Saturday May 17, 2008
Editor's note: This is our first special report on women business owners. We've singled out female entrepreneurs to highlight their accomplishments, while underscoring some of the obstacles they've faced. Their compelling stories, we hope, can offer all entrepreneurs a road map to success.
ALEXANDRA LEBENTHAL'S role model was a Wall Street pioneer. As a young girl growing up in the 1960s, she often visited her grandmother, Sayra Fischer Lebenthal, at the family's municipal-bond firm in Lower Manhattan.
"The office was in the financial district, overlooking New York Harbor," recalls Lebenthal, who became president of the family's Lebenthal & Co. at 31 and now, at 42, is starting up a new retail-brokerage venture at Israel Discount Bank of New York. "I remember my grandmother sitting at this desk, with the Statue of Liberty behind her. That's pretty strong imagery for a 4-year-old girl to have."
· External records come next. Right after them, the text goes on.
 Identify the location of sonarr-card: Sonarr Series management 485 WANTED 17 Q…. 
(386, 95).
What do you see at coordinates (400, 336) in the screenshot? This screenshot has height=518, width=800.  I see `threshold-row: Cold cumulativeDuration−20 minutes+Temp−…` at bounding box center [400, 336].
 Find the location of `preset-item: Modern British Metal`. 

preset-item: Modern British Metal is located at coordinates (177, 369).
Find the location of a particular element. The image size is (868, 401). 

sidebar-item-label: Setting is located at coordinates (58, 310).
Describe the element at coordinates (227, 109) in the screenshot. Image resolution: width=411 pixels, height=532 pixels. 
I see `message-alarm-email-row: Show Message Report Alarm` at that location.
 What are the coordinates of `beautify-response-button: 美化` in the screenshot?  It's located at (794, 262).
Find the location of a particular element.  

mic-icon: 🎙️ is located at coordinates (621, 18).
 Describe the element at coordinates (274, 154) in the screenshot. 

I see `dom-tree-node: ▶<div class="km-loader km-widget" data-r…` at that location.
And an unusual one. Many female business owners credit their hard-working fathers as sources of inspiration. But few can say they were exposed to successful female business leaders in their early years. Even today, many women proprietors lack female role models.
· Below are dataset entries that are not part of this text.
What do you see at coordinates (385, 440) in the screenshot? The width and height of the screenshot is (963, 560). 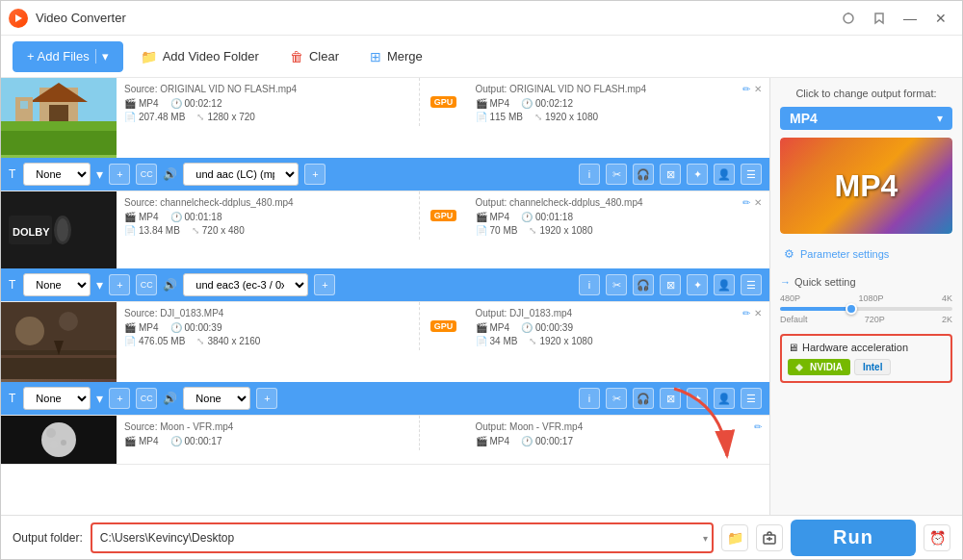 I see `file-info-row-4: Source: Moon - VFR.mp4 🎬MP4 🕐00:00:17` at bounding box center [385, 440].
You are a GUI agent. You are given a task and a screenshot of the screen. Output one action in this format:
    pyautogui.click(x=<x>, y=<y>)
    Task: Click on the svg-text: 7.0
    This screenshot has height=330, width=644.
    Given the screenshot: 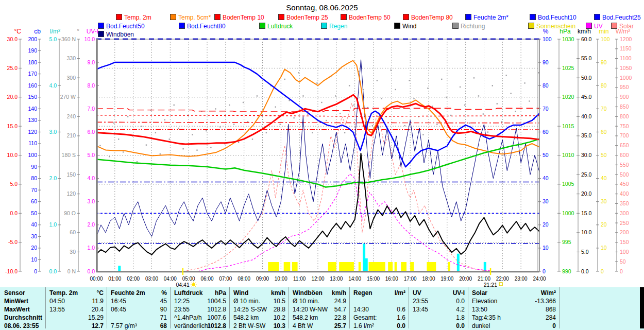 What is the action you would take?
    pyautogui.click(x=91, y=109)
    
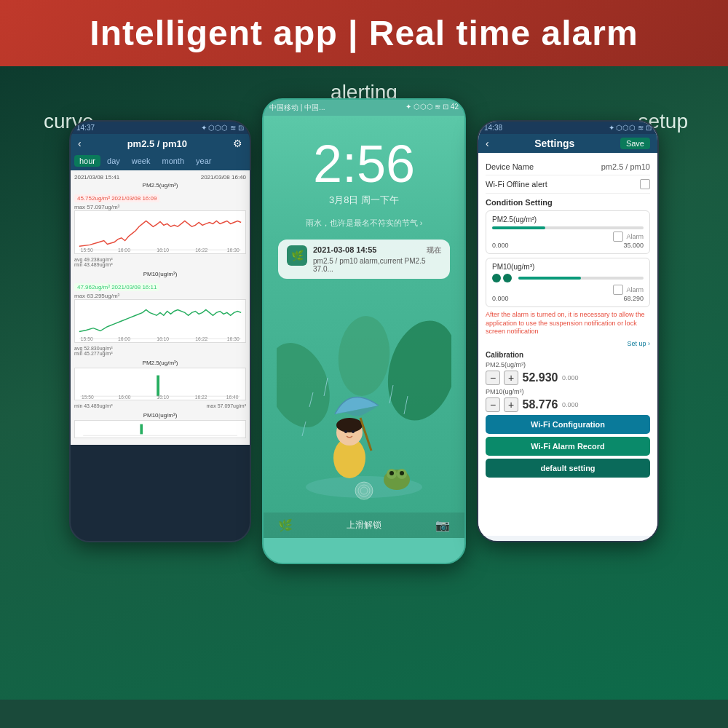 This screenshot has width=728, height=728. What do you see at coordinates (285, 526) in the screenshot?
I see `lock-camera-icon: 🌿` at bounding box center [285, 526].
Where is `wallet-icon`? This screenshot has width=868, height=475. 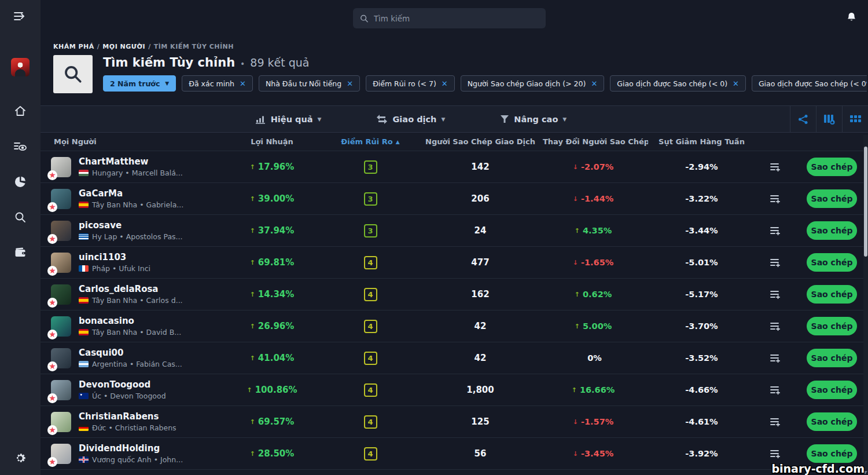 wallet-icon is located at coordinates (20, 253).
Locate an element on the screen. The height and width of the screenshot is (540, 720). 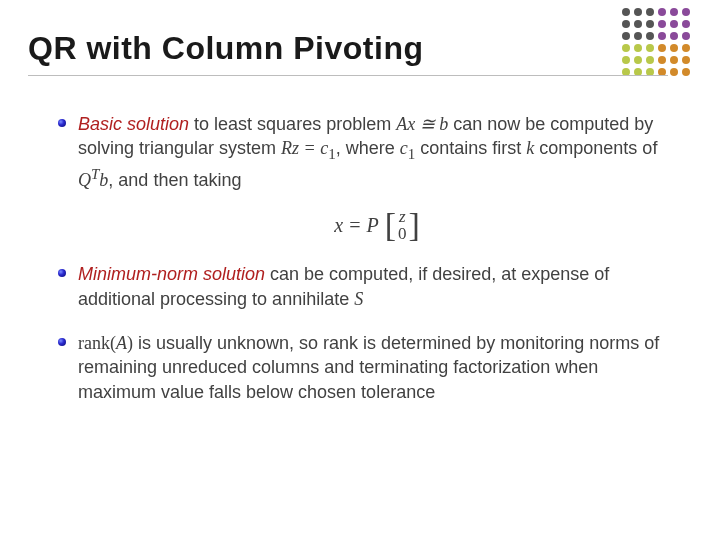
title-block: QR with Column Pivoting is located at coordinates (314, 53).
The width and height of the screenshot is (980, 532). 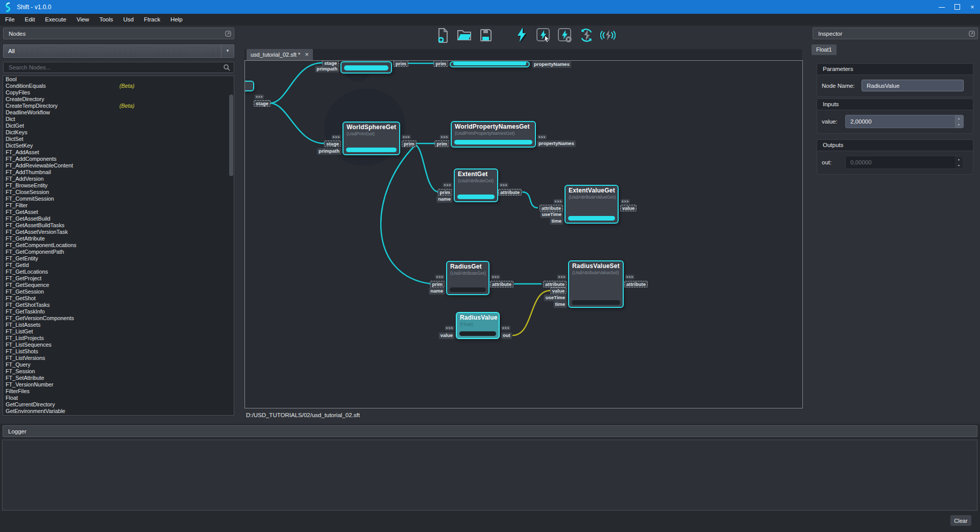 I want to click on close-button: ×, so click(x=972, y=7).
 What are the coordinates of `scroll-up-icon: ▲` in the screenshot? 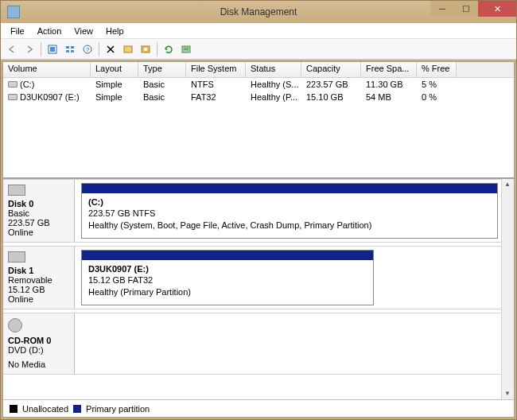 It's located at (507, 185).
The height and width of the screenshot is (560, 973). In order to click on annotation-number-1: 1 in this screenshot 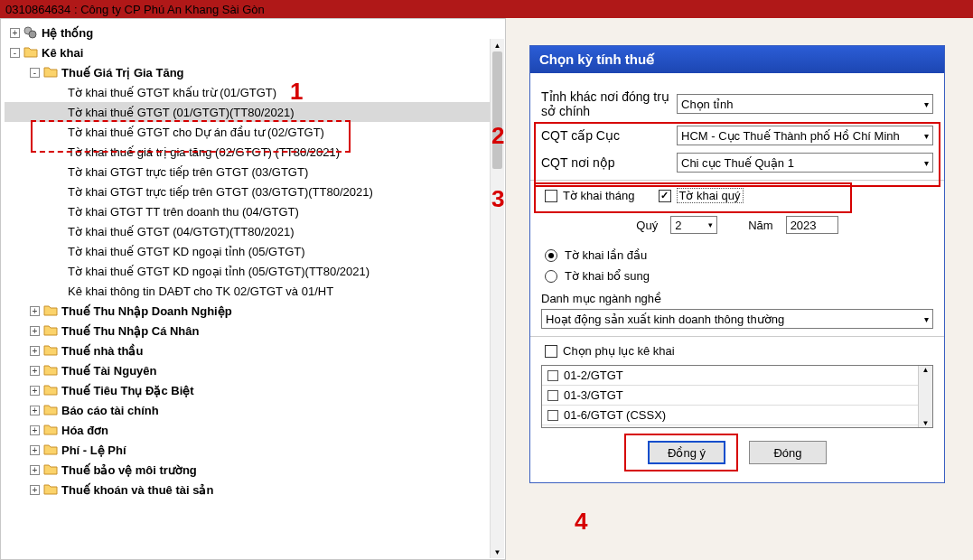, I will do `click(296, 92)`.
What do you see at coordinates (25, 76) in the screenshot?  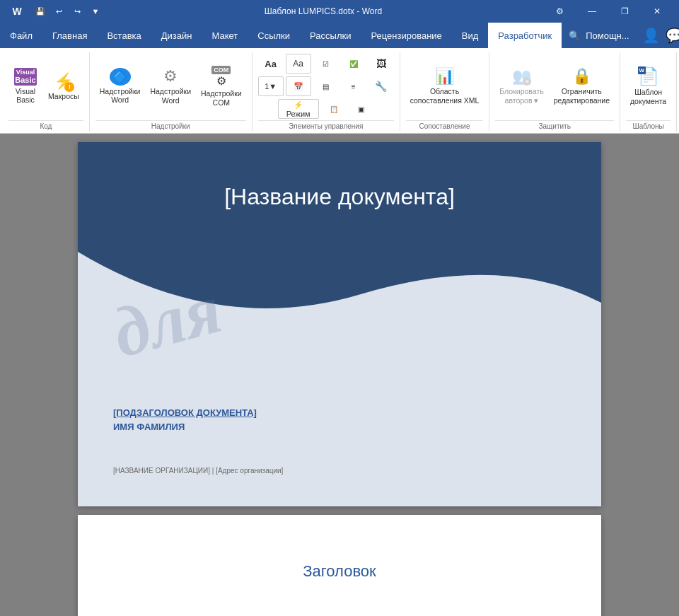 I see `vb-icon: Visual Basic` at bounding box center [25, 76].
While women start businesses at twice the rate of men, many find it difficult to grow their companies and tap into venture-capital networks. Less than 3% of women-owned businesses report $1 million or more in annual revenues, according to data from the Center for Women's Business Research. Some female entrepreneurs say they're also still dogged by a stereotype that they lack financial know-how, resulting in banks or investors hesitant to work with them.
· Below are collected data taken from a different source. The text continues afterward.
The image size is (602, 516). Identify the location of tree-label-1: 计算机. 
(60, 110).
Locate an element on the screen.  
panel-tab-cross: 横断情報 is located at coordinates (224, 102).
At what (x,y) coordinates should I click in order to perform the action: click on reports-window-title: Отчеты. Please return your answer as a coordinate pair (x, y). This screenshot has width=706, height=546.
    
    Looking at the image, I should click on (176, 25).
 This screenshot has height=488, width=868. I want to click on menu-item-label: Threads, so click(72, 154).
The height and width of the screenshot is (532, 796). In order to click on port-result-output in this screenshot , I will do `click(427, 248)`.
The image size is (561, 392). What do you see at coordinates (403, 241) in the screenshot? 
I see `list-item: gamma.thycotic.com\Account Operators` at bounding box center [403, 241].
Lebenthal says she didn't absorb her grandmother's trail-blazing efforts while growing up. But now, "when I think back on the experience, I think of the incredible significance that she had on me," she says. And she makes sure to have a physical reminder in her office: her grandmother's gigantic, semicircle desk made of cherry wood.
Lebenthal recently had the desk moved to her new offices, IBD's Alexandra & James unit. "When I was able to call storage and say 'Get me the desk!' it was a great moment," she says.